A generation ago, the very idea that a British politician would go to Ireland to see how to run an economy would have been laughable. The Irish Republic was seen as Britain’s poor and troubled country cousin, a rural backwater on the edge of Europe. Today things are different. Ireland stands as a shining example of the art of the possible in long-term economic policymaking, and that is why I am in Dublin: to listen and to learn.George Osborne, writing in 2006.
After centuries of lower incomes, Irish average incomes are now 20 per cent higher than in the UK. After being held back for decades, the productivity of Irish companies — the yardstick of economic performance — has grown three times as quickly as ours over the past ten years. Young Irish families once emigrated in their millions to seek a better life overseas; these days it is young people across Europe who come to Ireland to find good jobs. Dublin’s main evening newspaper even carries a Polish-language supplement.
Ireland is no longer on the edge of Europe but is instead an Atlantic bridge. High-tech companies such as Intel, Oracle and Apple have chosen to base their European operations there. I will be asking Google executives today why they set up in Dublin, not London. It is the kind of question I wish the Chancellor of the Exchequer was asking.
It's called the Double Irish arrangement, and it's often combined with the "Dutch sandwich". Take the classic case of Google, as reported by Bloomberg. Google cut its taxes by a phenomenal $3.1bn over the last three years using the "Double Irish" trick to put most of its foreign profits through Dublin and the Netherlands to Bermuda. That reduced its non-US tax bill to just 2.4%. Ireland allows Google, Facebook, Microsoft Corp and many others to shunt profits around subsidiaries so that they escape even Ireland's own low tax rate.Polly Toynbee, writing in 2010.
Ireland allows them, quite legally, to pass the profits on to other tax havens that levy no corporation tax at all, paying only tiny sums in passing: Google put 92% of its billions of worldwide non-US profits through Dublin, and it paid Ireland just £18m.
Ireland turned away from making and exporting goods as the source of its new well-being toward the evanescent world of money and debt. On the one hand, Dublin became the single largest location outside the US for the declared pre-tax profits of American firms. On the other, Ireland’s balance of payment figures slid into the red. “Being prosperous would be replaced by feeling rich” is how [Fintan] O’Toole memorably captures the hidden agenda—hidden, perhaps, even from its initiators. Ireland was far from the only country to embrace it, but by O’Toole’s argument the other countries that did (including the UK) had longer and more robust traditions of relatively clean governance and civic behavior.Ian Jack, also writing in 2010.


## WHAT TO WORK ON
The listing below should be written out exactly; please include all of it.

## DATASET RECORDS

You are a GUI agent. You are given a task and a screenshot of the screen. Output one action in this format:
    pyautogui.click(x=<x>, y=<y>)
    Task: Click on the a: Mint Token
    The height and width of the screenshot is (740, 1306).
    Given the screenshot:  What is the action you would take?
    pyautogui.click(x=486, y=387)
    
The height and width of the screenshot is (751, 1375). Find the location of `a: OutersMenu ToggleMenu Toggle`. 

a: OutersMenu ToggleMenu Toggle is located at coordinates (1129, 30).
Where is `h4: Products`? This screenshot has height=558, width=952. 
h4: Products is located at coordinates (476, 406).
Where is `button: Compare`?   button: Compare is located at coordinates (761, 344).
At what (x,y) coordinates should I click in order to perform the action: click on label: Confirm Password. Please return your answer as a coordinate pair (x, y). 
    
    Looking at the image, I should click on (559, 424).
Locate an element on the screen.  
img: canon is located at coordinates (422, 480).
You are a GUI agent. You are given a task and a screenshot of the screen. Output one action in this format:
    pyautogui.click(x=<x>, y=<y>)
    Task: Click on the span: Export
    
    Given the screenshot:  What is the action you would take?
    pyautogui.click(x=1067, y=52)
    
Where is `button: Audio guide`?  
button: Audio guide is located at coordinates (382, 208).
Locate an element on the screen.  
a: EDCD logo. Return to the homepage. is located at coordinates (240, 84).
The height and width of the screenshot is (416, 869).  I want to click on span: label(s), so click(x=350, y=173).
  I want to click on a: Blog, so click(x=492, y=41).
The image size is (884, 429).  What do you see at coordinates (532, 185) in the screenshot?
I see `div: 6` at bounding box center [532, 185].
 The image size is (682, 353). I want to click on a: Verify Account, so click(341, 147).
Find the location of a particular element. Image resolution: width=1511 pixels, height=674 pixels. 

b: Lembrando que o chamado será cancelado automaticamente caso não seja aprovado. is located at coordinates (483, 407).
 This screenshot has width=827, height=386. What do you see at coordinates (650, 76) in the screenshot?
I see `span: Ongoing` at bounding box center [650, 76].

## TASK RESULT
You are a GUI agent. You are given a task and a screenshot of the screen. Output one action in this format:
    pyautogui.click(x=<x>, y=<y>)
    Task: Click on the a: Mint Token
    The height and width of the screenshot is (740, 1306).
    Given the screenshot:  What is the action you would take?
    pyautogui.click(x=486, y=387)
    
The height and width of the screenshot is (751, 1375). Find the location of `a: OutersMenu ToggleMenu Toggle`. 

a: OutersMenu ToggleMenu Toggle is located at coordinates (1129, 30).
Where is `h4: Products`? This screenshot has height=558, width=952. 
h4: Products is located at coordinates (476, 406).
Where is `button: Compare`?   button: Compare is located at coordinates (761, 344).
At what (x,y) coordinates should I click in order to perform the action: click on label: Confirm Password. Please return your answer as a coordinate pair (x, y). 
    
    Looking at the image, I should click on (559, 424).
Locate an element on the screen.  
img: canon is located at coordinates (422, 480).
You are a GUI agent. You are given a task and a screenshot of the screen. Output one action in this format:
    pyautogui.click(x=<x>, y=<y>)
    Task: Click on the span: Export
    
    Given the screenshot:  What is the action you would take?
    pyautogui.click(x=1067, y=52)
    
Where is `button: Audio guide`?  
button: Audio guide is located at coordinates (382, 208).
Locate an element on the screen.  
a: EDCD logo. Return to the homepage. is located at coordinates (240, 84).
The height and width of the screenshot is (416, 869).  I want to click on span: label(s), so click(x=350, y=173).
  I want to click on a: Blog, so click(x=492, y=41).
The image size is (884, 429).  What do you see at coordinates (532, 185) in the screenshot?
I see `div: 6` at bounding box center [532, 185].
 The image size is (682, 353). I want to click on a: Verify Account, so click(341, 147).
Find the location of a particular element. Image resolution: width=1511 pixels, height=674 pixels. 

b: Lembrando que o chamado será cancelado automaticamente caso não seja aprovado. is located at coordinates (483, 407).
 This screenshot has width=827, height=386. What do you see at coordinates (650, 76) in the screenshot?
I see `span: Ongoing` at bounding box center [650, 76].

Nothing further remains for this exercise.